== Task goal ==
The output must consist only of the lines from the one with "Identify the location" through the end of the listing, restated exactly and free of pictures.

== The input ==
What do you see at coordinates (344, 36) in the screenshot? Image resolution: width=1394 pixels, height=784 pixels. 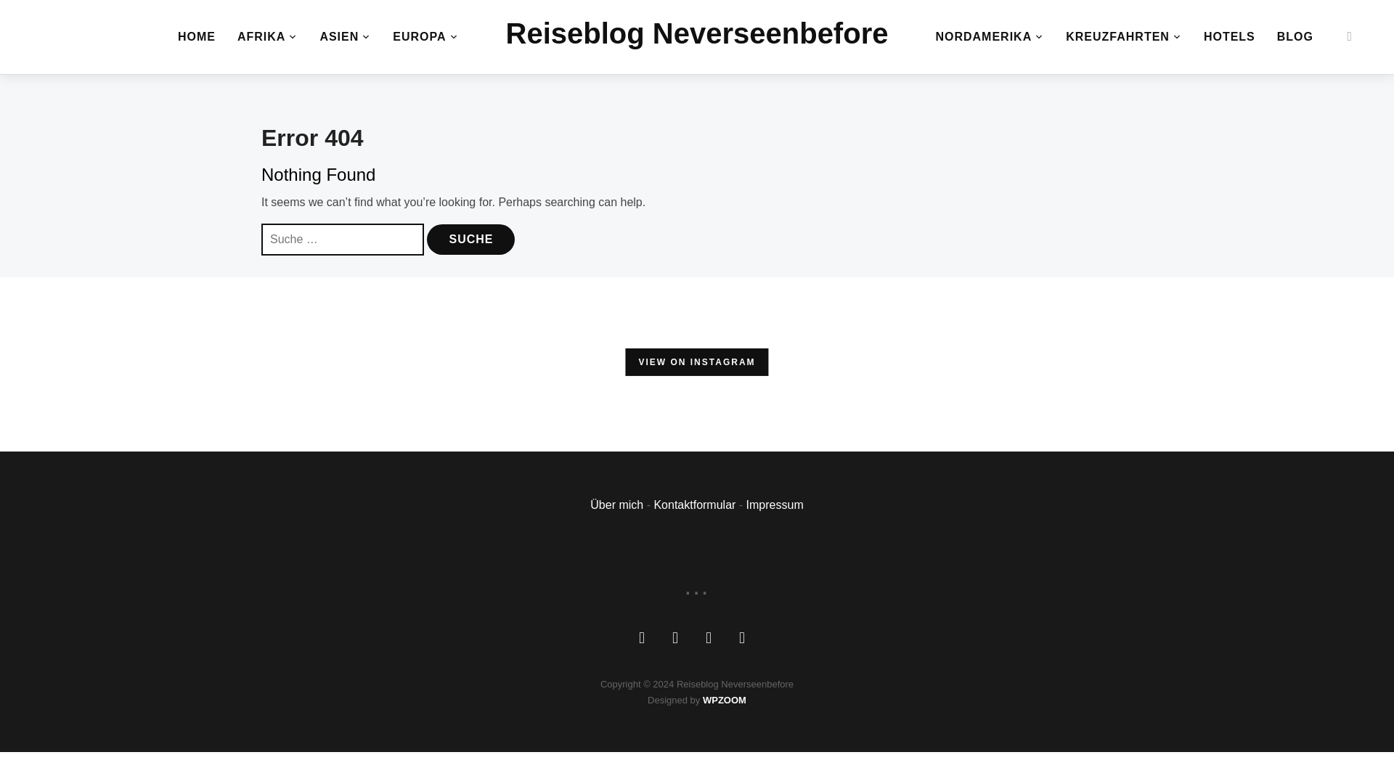 I see `ASIEN` at bounding box center [344, 36].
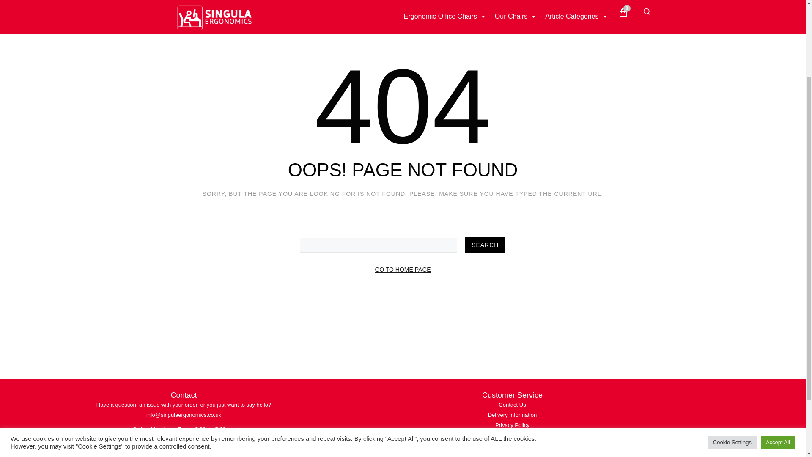 This screenshot has width=812, height=457. Describe the element at coordinates (512, 435) in the screenshot. I see `Refund and Returns Policy` at that location.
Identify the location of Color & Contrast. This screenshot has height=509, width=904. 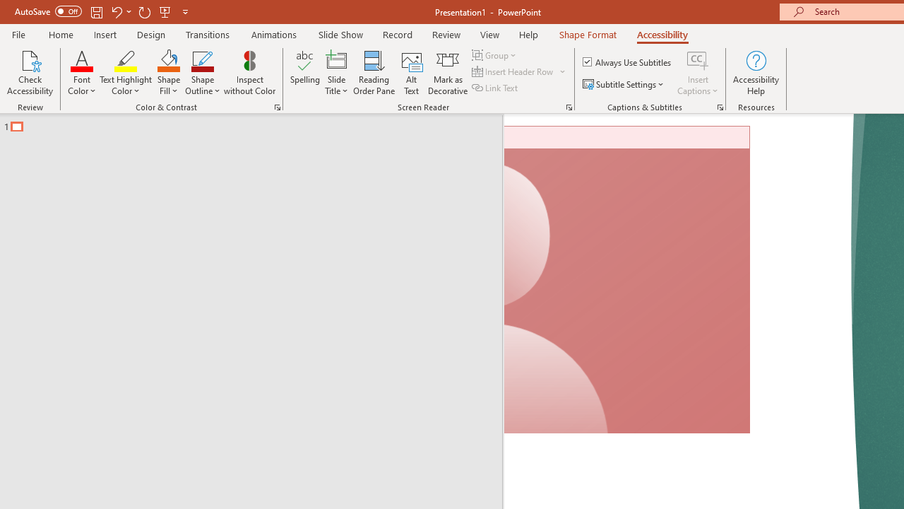
(277, 107).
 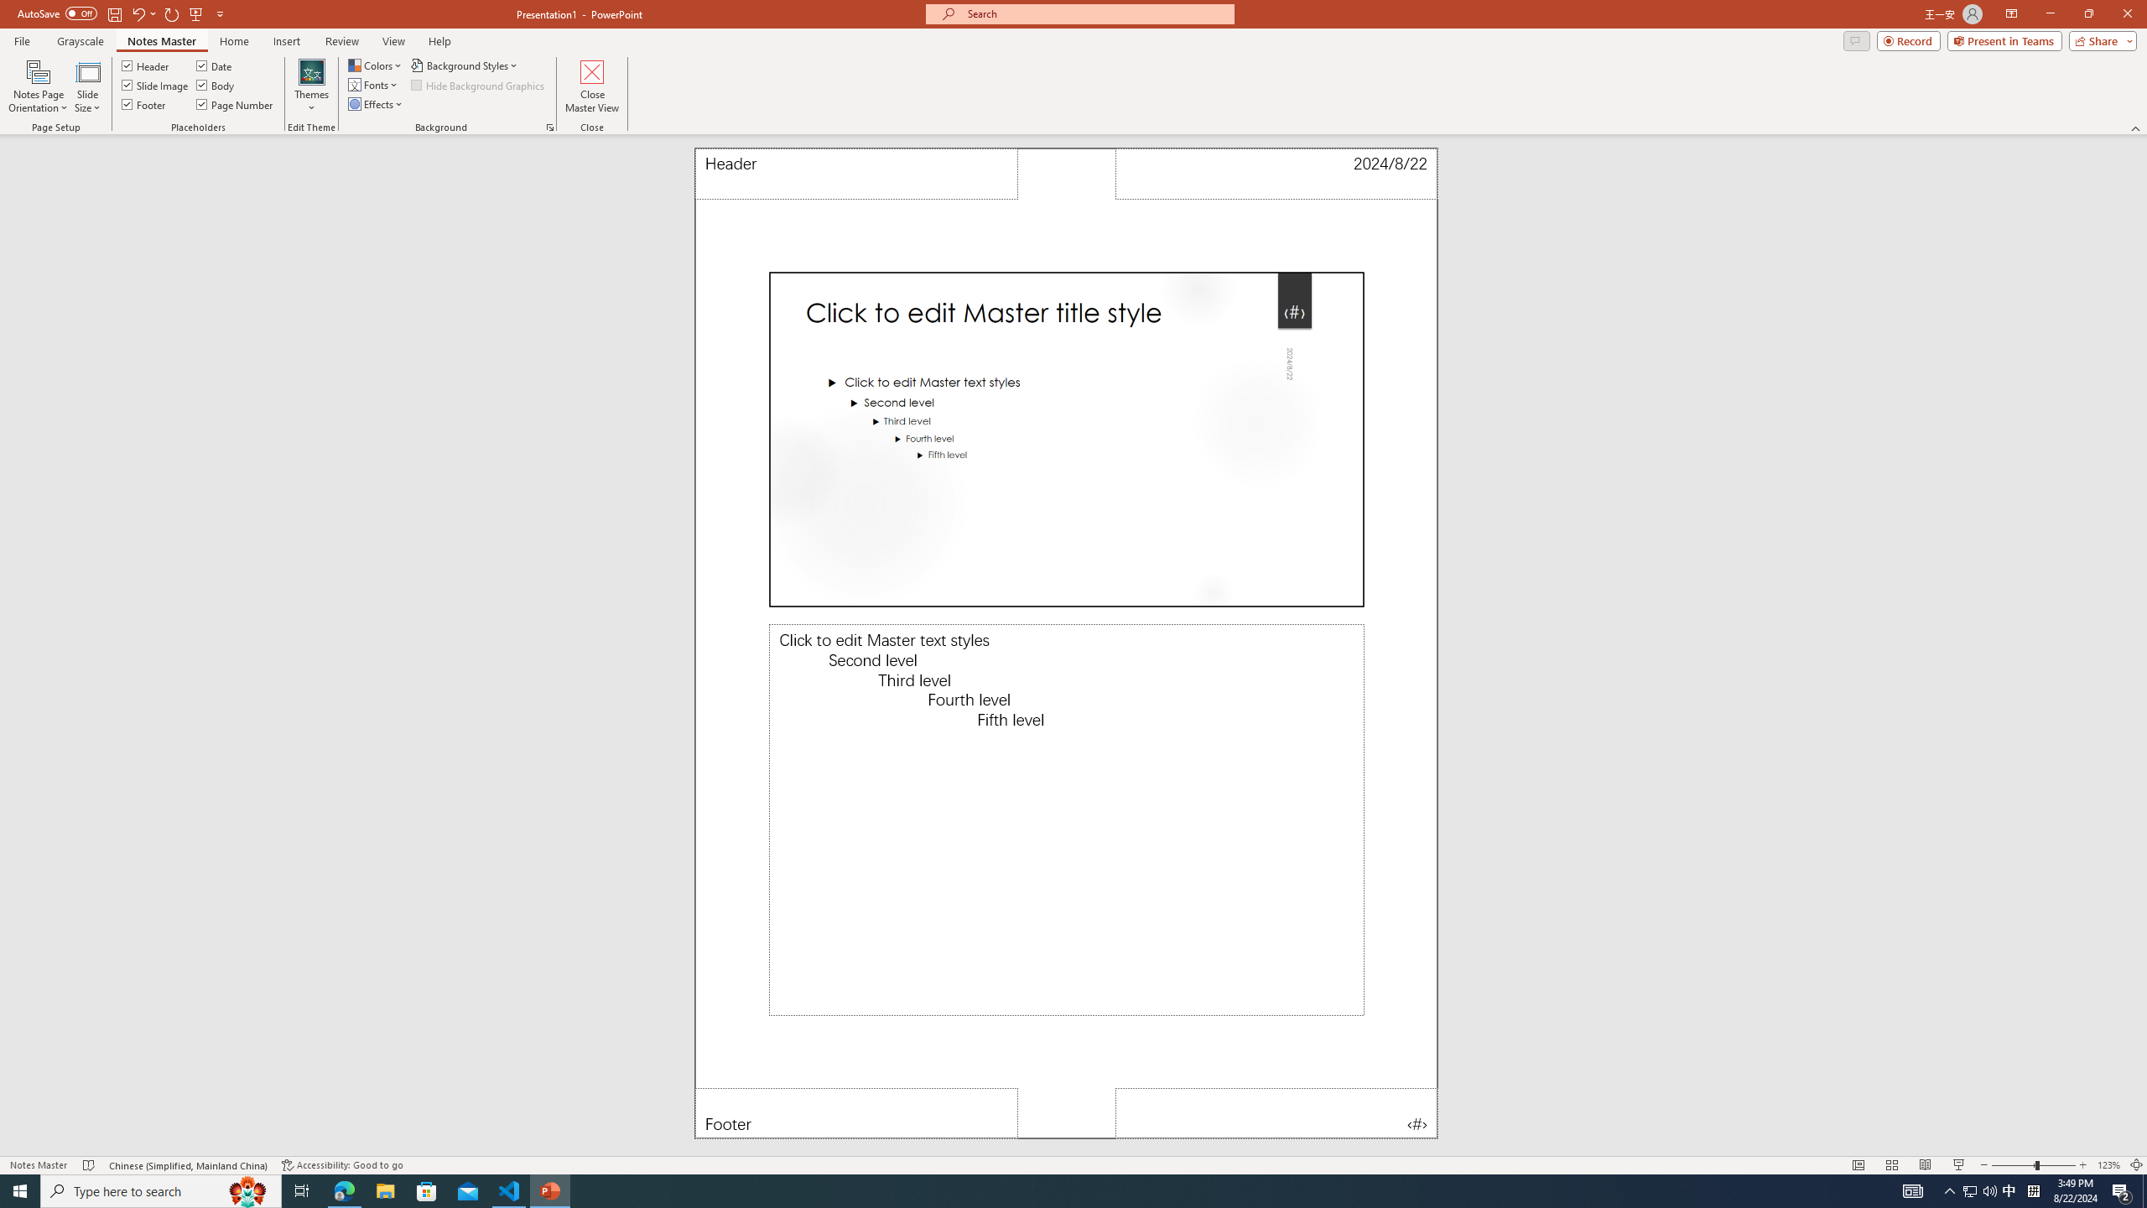 What do you see at coordinates (236, 104) in the screenshot?
I see `Page Number` at bounding box center [236, 104].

== Response to the exercise ==
Identify the location of Color & Contrast. This screenshot has height=509, width=904. 
(277, 107).
  What do you see at coordinates (236, 104) in the screenshot?
I see `Page Number` at bounding box center [236, 104].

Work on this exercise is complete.